If you are an LGBTQ survivor feeling alienated and wounded, I am here for you. I see you. And although I cannot know or comfort each one of you, I want to offer you some art by LGBTQ survivors that has been a source of strength and catharsis for me. These different mediums and approaches show how varied and messy our experiences of survival are. These are not narratives of linear healing but nuanced, sometimes humorous, sometimes heart-wrenching insights into how we survive in the face of overwhelming systemic and interpersonal violence that oftentimes cannot be isolated to a single moment. LGBTQ community is complicated. Community is at once a source of violence, exile and exploitation for many of us; it can also be a site of healing, companionship, and love.  

This is by no means a definitive list.  I encourage you to take what you find useful, add your own, and share them with your friends.

I still wish there was a world for us. Finding ways to express ourselves and to hold space for one another is one way to create that world.

The Revolution Starts at Home

A must-read about LGBTQ intimate partner violence in radical communities, The Revolution Starts at Home is a collection of personal essays, strategies and poems about LGBTQ survivors of color grappling with responses to violence that align with their commitment to liberation for oppressed peoples.
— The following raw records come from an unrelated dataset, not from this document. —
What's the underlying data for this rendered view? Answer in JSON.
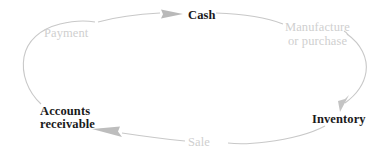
{
  "diagram": {
    "type": "cycle-diagram",
    "colors": {
      "node_text": "#1a1a1a",
      "edge_text": "#cfcfcf",
      "arc_stroke": "#c8c8c8",
      "background": "#ffffff"
    },
    "nodes": [
      {
        "id": "cash",
        "label": "Cash",
        "position": "top"
      },
      {
        "id": "inventory",
        "label": "Inventory",
        "position": "right-bottom"
      },
      {
        "id": "accounts-receivable",
        "label_line_1": "Accounts",
        "label_line_2": "receivable",
        "position": "left-bottom"
      }
    ],
    "edges": [
      {
        "id": "manufacture-or-purchase",
        "label_line_1": "Manufacture",
        "label_line_2": "or purchase",
        "from": "cash",
        "to": "inventory"
      },
      {
        "id": "sale",
        "label": "Sale",
        "from": "inventory",
        "to": "accounts-receivable"
      },
      {
        "id": "payment",
        "label": "Payment",
        "from": "accounts-receivable",
        "to": "cash"
      }
    ]
  }
}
I recommend reading it in conversation with the 2016 anthology Queering Sexual Violence: Radical Voices from Within the Anti-Sexual Violence Movement and a book published around the same time, called Color of Violence: The INCITE! Anthology.

Porpentine Charity Heartscape

In addition to Psycho Nymph Exile, Heartscape’s essays, interviews and games are creative responses to trauma and alienation, exploring the support networks we create and the way we carry trauma in our bodies through speculative fiction/horror/games about magical girls.self defense

Stone Butch Blues

Leslie Feinberg’s story of butch protagonist Jess navigating working-class butch/femme communities in upstate New York in the 1950s and 1960s as a genderqueer person covers trauma, trans and queer identity, police violence and labor organizing. This is a difficult book to read, but also a beautiful and important one. 

Musicians

Some queer and trans musicians that incorporate survivorship in their music include Aye Nako, G.L.O.S.S., Daizey and the Scouts, Told Slant, Japanese Breakfast, and Des Ark.

Essays/Poems

For a shorter (free) intro to works by queer and trans authors who discuss trauma, I recommend these interviews with Leah Lakshmi Piepzna Samarasinha, Joshua Jennifer Espinosa, Lovemme Corazón and Kai Cheng Thom. Audre Lorde’s poetry is also a must-read.

Zines

Created by individual survivors or activist collectives, zines are another way for LGBTQ survivors to communicate directly with one another and share their thoughts and feelings. I recommend the zines Herbs for Trauma, the Philly Survivor Support Collective’s Strategies for Survivors, Cindy Crabb’s Support, and It’s Down To This, for starters. Philly’s Pissed, a 2000s-era queer/trans anarchist collective dedicated to supporting survivors and addressing sexual violence in anarchist spaces, houses a collection of zines related to sexual violence on their website, which you can check out here. Barnard has another public zine library.

Image via Jordan Gavaris.

Jess is a first-gen college graduate, cat parent, and LGBTQ person living in Boston, MA. At Feministing, Jess writes about the intersection of state and interpersonal violence, LGBTQ communities and radical activism. They can usually be found on public transportation or the internet.

Jess is a first-gen college graduate, cat parent, and LGBTQ person living in Boston, MA. They can usually be found on public transportation or the internet.